EPA Announces Final Revisions to Worker Protection Standard Regulations

Encyclopedia Article

On September 28, 2015, the U.S. Environmental Protection Agency (EPA) announced the final revisions to the 1992 Agricultural Worker Protection Standard (WPS) regulation, which is designed to protect employees working on agricultural establishments from exposure to agricultural pesticides, both general and restricted use. The WPS must be followed when pesticide use is part of the production of agricultural plants on a farm, forest, nursery, or greenhouse. The WPS does not apply when pesticides are used on pastures, to control rodents, as bait in traps, on harvested plants, for public pest control, on livestock, on home fruit, vegetable gardens or lawns, and for non-crop areas such as roads.

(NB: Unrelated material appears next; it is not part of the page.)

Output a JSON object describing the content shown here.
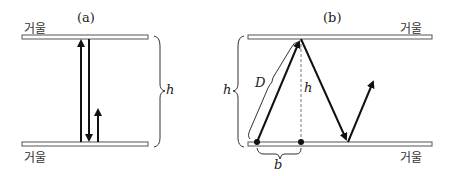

Major changes to the regulation include:

  • Requiring pesticide safety training at one-year intervals and expanding the existing pesticide safety training content.
  • Eliminating the “grace period” that allowed workers to enter a treated area to perform WPS tasks before receiving full pesticide safety training.
  • Mandatory recordkeeping: Records of application-specific pesticide information, as well as pesticide safety training, must be kept for two years.
  • Minimum age requirement: Children under 18 are prohibited from handling pesticides.
  • Expanded mandatory posting of no-entry signs for the most hazardous pesticides.
  • No-entry application-exclusion zones up to 100 feet surrounding application equipment during pesticide application.
  • Availability of pesticide application information and safety data sheets at central location or by request.
  • Specific amounts of water to be used for routine washing, emergency eye flushing and other decontamination, including eye wash systems for handlers at pesticide mixing/loading sites.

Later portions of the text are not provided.